After pastoring for eight years, Hulst left to earn a PhD in communication ethics at the University of Illinois, Urbana-Champaign. She taught for a year in the Calvin communication arts and sciences department and joined the faculty of Calvin Theological Seminary in 2007. She teaches preaching.

Packing them in

She also preaches very well, according to those who have heard her: “A few of her recommenders said that she’s one of the best preachers in the Christian Reformed Church,” Saupe said. Further testimony on Hulst’s gift in the pulpit comes from   students. “When she preaches at LOFT, they pack the house,” Saupe said. “I hear that there are dorm floors that go en masse when they hear it’s Mary.”

It’s not just Hulst’s preaching skills that draw students, she added. “Students who have gotten to know her … trust her. They relate to her, and they feel that she relates to them,” said Saupe. “It was clear to our committee that she genuinely cares about their well-being and growth.”

That empathy and trust were key to Hulst’s selection, said Joel Navarro, a Calvin professor of music who served on the search committee. “I felt she had an … understanding of pain, separation, alienation, and these are things that, as an international (faculty member) I’d like my chaplain to address … ,” said Navarro, who is a native of the Philippines. “I want our chaplain to be sensitive to what our non-white students might be feeling.”

30/40

The committee began searching for a replacement for Cooper in October of 2008. “As we began the search process, we realized we had some very big shoes to fill and expectations that were going to be hard to meet …,” said Saupe. “I think I said at one point that we’d like to have someone about 30 years old with 40 years of experience.”

Hoogstra agreed: “Chaplain Cooper has shaped so many aspects of Calvin College over 30 years, and then we were subsequently blessed with an interim chaplain Andy De Jong, who brought 150-percent commitment and passion and leadership to the chaplain’s role. Without Andy, we would not have been able to bridge what has been a superb past with an exciting future.”

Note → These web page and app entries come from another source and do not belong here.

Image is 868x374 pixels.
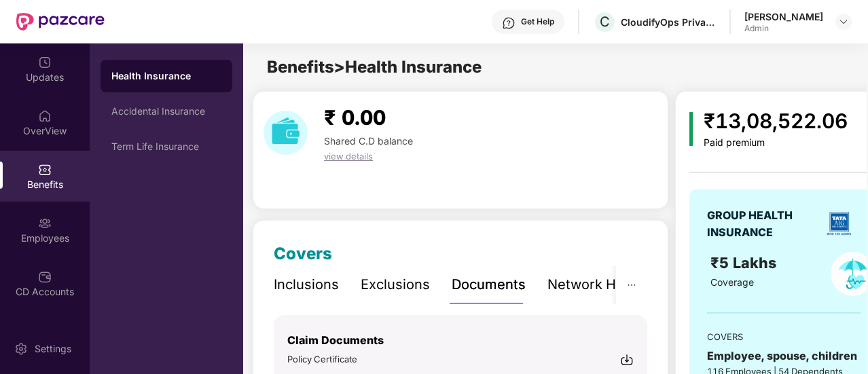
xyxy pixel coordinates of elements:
img: svg+xml;base64,PHN2ZyBpZD0iRG93bmxvYWQtMjR4MjQiIHhtbG5zPSJodHRwOi8vd3d3LnczLm9yZy8yMDAwL3N2ZyIgd2... [620,354,634,367]
span: ellipsis [627,281,636,290]
div: Admin [745,23,823,34]
div: Get Help [521,16,554,27]
span: view details [325,151,373,162]
span: Covers [274,244,332,264]
img: svg+xml;base64,PHN2ZyBpZD0iVXBkYXRlZCIgeG1sbnM9Imh0dHA6Ly93d3cudzMub3JnLzIwMDAvc3ZnIiB3aWR0aD0iMj... [38,56,51,70]
div: Documents [451,274,526,296]
span: Benefits > Health Insurance [267,57,481,77]
div: [PERSON_NAME] [745,11,823,23]
div: Term Life Insurance [111,141,222,152]
div: Health Insurance [111,70,222,83]
span: ₹ 0.00 [325,106,386,130]
img: svg+xml;base64,PHN2ZyBpZD0iSGVscC0zMngzMiIgeG1sbnM9Imh0dHA6Ly93d3cudzMub3JnLzIwMDAvc3ZnIiB3aWR0aD... [502,16,515,30]
img: svg+xml;base64,PHN2ZyBpZD0iQmVuZWZpdHMiIHhtbG5zPSJodHRwOi8vd3d3LnczLm9yZy8yMDAwL3N2ZyIgd2lkdGg9Ij... [38,163,51,176]
img: New Pazcare Logo [16,13,105,31]
img: svg+xml;base64,PHN2ZyBpZD0iQ0RfQWNjb3VudHMiIGRhdGEtbmFtZT0iQ0QgQWNjb3VudHMiIHhtbG5zPSJodHRwOi8vd3... [38,270,51,284]
p: Claim Documents [288,332,634,349]
img: svg+xml;base64,PHN2ZyBpZD0iU2V0dGluZy0yMHgyMCIgeG1sbnM9Imh0dHA6Ly93d3cudzMub3JnLzIwMDAvc3ZnIiB3aW... [15,342,28,356]
div: Inclusions [274,274,339,296]
div: Paid premium [704,138,848,149]
span: ₹5 Lakhs [711,254,781,272]
div: COVERS [707,330,861,344]
img: svg+xml;base64,PHN2ZyBpZD0iRW1wbG95ZWVzIiB4bWxucz0iaHR0cDovL3d3dy53My5vcmcvMjAwMC9zdmciIHdpZHRoPS... [38,217,51,231]
div: Employee, spouse, children [707,348,861,365]
div: ₹13,08,522.06 [704,106,848,138]
img: svg+xml;base64,PHN2ZyBpZD0iSG9tZSIgeG1sbnM9Imh0dHA6Ly93d3cudzMub3JnLzIwMDAvc3ZnIiB3aWR0aD0iMjAiIG... [38,109,51,123]
button: ellipsis [616,266,647,303]
div: Settings [31,342,76,356]
div: Accidental Insurance [111,106,222,117]
span: Shared C.D balance [325,136,413,146]
div: Exclusions [360,274,430,296]
div: Network Hospitals [547,274,666,296]
span: C [600,14,610,30]
div: GROUP HEALTH INSURANCE [707,207,818,241]
span: Coverage [711,276,754,288]
img: icon [690,112,693,146]
div: CloudifyOps Private Limited [621,16,716,28]
img: svg+xml;base64,PHN2ZyBpZD0iRHJvcGRvd24tMzJ4MzIiIHhtbG5zPSJodHRwOi8vd3d3LnczLm9yZy8yMDAwL3N2ZyIgd2... [838,16,850,27]
img: download [264,110,308,155]
img: insurerLogo [822,206,856,241]
span: Policy Certificate [288,354,357,365]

Hulst was nominated for the position by many people. “The more I thought about it and prayed about it in the process of applying, the more I felt called to it.”

Best part of the job

Though she loves teaching and has found a home on the seminary staff, Hulst is eager to resume the work of a pastor: “One of the things I’ve missed over the past few years is ministering to people, praying for them, loving people,” she said. “One of the best parts of parish ministry is loving people.”

She is looking forward to making Calvin her parish. “It’s like being a pastor,” Hulst said. “There’s a vision that you cast, but you need to be prepared for the crises that arise within the community, the needs that the community presents.”

Her predecessor and mentor believes she’s up to the task: “Mary is a gift from God to our Calvin community:  a woman who loves her Lord, who cares for others in his name, and who proclaims the Good News eloquently and with passion,” Cooper said. “Mary, too, has received a gift, of course,” he added. “She now has the best job on campus.”